One way to view Detroit’s bankruptcy ― the largest bankruptcy of any American city in history ― is as a failure of political negotiations over how financial sacrifices should be divided among the city’s creditors, city workers and municipal retirees, requiring a court to decide instead. It could also be seen as the inevitable culmination of decades of union agreements offering unaffordable pension and health benefits to city workers.
But there’s a more basic story here, and it’s being replicated across America: Americans are segregating by income more than ever before.
Forty years ago, most cities (including Detroit) had a mixture of wealthy, middle-class and poor residents. Now, each income group tends to live separately, in its own city ― with its own tax bases and philanthropies that support, at one extreme, excellent schools, resplendent parks, rapid-response security, efficient transportation and other first-rate services; or, at the opposite extreme, terrible schools, dilapidated parks, high crime and third-rate services.
The geopolitical divide has become so palpable that being wealthy in America today means not having to come across anyone who isn’t.
Detroit is a devastatingly poor, mostly black, increasingly abandoned island in the midst of a sea of comparative affluence that’s mostly white. Its suburbs are among the richest in the nation. Oakland County, for example, is the fourth-wealthiest county in the United States, of counties with a million or more residents.
Greater Detroit ― which includes the suburbs ― is among the nation’s top five financial centers and the top four centers of high-technology employment, and the second-biggest source of engineering and architectural talent. Not everyone is wealthy, to be sure, but the median household in the region earns close to $50,000 a year, and unemployment is no higher than the nation’s average.
The median household in Birmingham, Mich., close to the city of Detroit and within the same metropolitan area, earned more than $94,000 last year. In nearby Bloomfield Hills ― also within the Detroit metropolitan area ― the median was more than $150,000.
The median household income within the city of Detroit is around $26,000, and unemployment is staggeringly high. One out of three residents is in poverty; more than half of all children in the city are impoverished.
From 2000 to 2010, Detroit lost a quarter of its population as the middle class and whites fled to the suburbs. That left it with depressed property values, abandoned neighborhoods, empty buildings, lousy schools, high crime and a dramatically shrinking tax base. More than half of its parks have closed in the last five years. Forty percent of its streetlights don’t work. Its population has fallen from a peak of 1.85 million in 1950 to about 700,000 today.
But metropolitan Detroit ― Detroit and its suburbs ― hasn’t shrunk. While the Detroit city population fell by 62 percent between 1950 and 2012, metropolitan Detroit grew by 42 percent during the same period. Detroit’s wealthy and most of its middle class moved from the city to the suburbs.
Much in modern America depends on where you draw boundaries, and who’s inside and who’s outside. Who is included in the social contract?
If “Detroit” is defined as the larger metropolitan area that includes its suburbs, it has enough money to provide all its residents with adequate if not good public services, without falling into bankruptcy. It would come down to a question of whether the more affluent areas of this “Detroit” were willing to subsidize the poor inner city through their tax dollars and help it rebound. That’s an awkward question that the more affluent areas would probably rather not have to face.
Drawing the relevant boundary to include just the poor inner city, and requiring those within that boundary to take care of their compounded problems by themselves, lets the whiter and more affluent suburbs off the hook. “Their” city isn’t in trouble. It’s that other one ― called “Detroit.”
It’s roughly analogous to a Wall Street bank drawing a boundary around its bad assets, selling them off at a fire-sale price and writing off the loss. Only here we’re dealing with human beings rather than financial capital. And the upcoming fire sale will likely result in even worse municipal services, lousier schools and more crime for those left behind in the city of Detroit.
In an era of widening inequality, this is how wealthier Americans are quietly writing off the poor.
By Robert Reich
Robert Reich, former U.S. Secretary of Labor, is professor of public policy at the University of California at Berkeley and the author of “Beyond Outrage,” now available in paperback. He blogs at www.robertreich.org. ― Ed.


*Brief*: For the string "label", state the number of lines in the data that contain it, and nothing else.

Web page and app entries:

╔══

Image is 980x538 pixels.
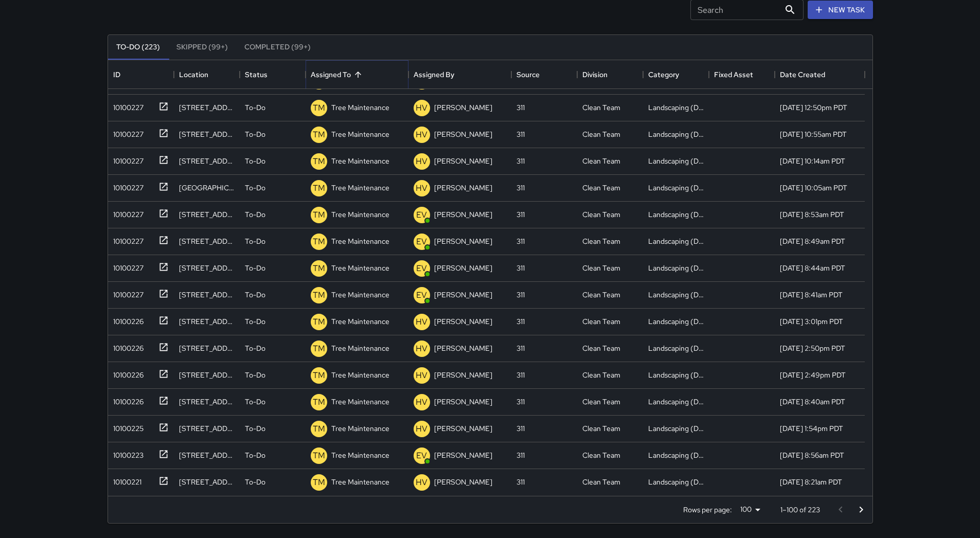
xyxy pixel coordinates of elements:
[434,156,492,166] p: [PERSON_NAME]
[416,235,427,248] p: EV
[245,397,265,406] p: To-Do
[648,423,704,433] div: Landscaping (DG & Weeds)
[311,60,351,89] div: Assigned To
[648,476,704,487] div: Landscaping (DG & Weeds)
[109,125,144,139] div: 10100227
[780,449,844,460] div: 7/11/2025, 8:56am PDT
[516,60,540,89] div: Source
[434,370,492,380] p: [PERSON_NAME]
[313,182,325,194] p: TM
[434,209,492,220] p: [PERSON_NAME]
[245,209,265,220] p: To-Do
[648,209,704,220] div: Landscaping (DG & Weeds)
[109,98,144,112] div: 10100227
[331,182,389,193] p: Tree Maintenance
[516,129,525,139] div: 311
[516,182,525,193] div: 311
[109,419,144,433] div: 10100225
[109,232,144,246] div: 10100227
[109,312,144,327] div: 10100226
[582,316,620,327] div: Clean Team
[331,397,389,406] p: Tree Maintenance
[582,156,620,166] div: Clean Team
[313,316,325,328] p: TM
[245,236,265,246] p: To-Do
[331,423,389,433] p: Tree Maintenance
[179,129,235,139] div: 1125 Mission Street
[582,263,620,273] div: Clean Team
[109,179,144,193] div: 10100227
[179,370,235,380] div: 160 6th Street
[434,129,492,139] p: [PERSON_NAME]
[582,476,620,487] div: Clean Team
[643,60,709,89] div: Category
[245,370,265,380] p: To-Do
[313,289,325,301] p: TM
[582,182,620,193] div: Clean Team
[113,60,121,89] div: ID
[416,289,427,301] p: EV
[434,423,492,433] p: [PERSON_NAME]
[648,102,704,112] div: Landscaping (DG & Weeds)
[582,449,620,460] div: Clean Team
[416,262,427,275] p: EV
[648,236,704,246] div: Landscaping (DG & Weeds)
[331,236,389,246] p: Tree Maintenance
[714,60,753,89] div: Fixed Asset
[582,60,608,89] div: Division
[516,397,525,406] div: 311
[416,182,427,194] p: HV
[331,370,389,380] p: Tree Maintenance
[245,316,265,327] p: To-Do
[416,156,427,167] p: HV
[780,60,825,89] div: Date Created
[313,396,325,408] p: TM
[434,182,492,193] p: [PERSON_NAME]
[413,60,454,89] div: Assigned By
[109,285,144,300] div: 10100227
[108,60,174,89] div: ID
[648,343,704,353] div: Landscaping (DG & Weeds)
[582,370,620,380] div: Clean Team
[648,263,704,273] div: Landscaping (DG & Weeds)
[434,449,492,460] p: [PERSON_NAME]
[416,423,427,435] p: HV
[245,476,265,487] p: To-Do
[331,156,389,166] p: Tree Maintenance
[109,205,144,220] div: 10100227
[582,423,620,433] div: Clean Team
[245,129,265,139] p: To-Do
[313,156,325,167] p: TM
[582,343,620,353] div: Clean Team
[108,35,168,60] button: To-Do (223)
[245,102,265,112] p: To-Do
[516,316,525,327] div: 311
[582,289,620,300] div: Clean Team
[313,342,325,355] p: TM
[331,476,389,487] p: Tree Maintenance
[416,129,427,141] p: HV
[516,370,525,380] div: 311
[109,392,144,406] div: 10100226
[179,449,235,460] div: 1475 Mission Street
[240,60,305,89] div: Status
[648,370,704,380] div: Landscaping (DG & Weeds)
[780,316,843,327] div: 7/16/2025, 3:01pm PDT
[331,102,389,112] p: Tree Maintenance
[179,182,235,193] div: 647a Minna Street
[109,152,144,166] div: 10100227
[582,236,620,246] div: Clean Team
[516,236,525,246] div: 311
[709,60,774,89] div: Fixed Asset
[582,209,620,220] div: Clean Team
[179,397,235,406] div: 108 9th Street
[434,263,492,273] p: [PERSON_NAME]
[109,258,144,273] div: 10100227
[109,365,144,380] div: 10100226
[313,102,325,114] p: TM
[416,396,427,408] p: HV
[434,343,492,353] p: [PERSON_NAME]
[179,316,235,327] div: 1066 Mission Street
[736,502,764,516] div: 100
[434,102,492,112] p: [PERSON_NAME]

╚══
╔══

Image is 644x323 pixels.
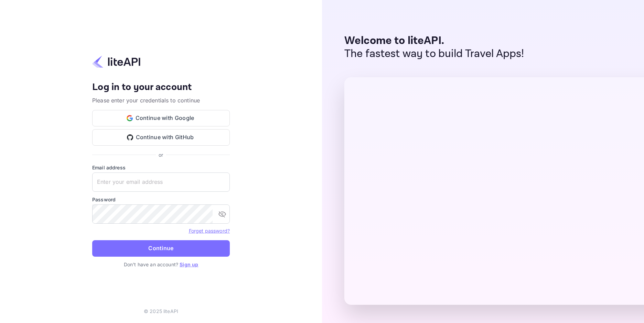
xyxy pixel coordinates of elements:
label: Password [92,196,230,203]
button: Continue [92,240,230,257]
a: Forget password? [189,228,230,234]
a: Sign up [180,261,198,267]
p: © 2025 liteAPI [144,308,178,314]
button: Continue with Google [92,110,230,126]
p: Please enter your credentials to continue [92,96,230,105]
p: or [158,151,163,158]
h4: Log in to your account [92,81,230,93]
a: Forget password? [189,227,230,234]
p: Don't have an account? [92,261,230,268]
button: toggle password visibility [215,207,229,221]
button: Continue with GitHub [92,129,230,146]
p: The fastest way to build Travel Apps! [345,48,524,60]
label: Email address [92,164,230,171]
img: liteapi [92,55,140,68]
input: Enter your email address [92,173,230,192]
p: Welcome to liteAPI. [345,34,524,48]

╚══

*Task result*: 2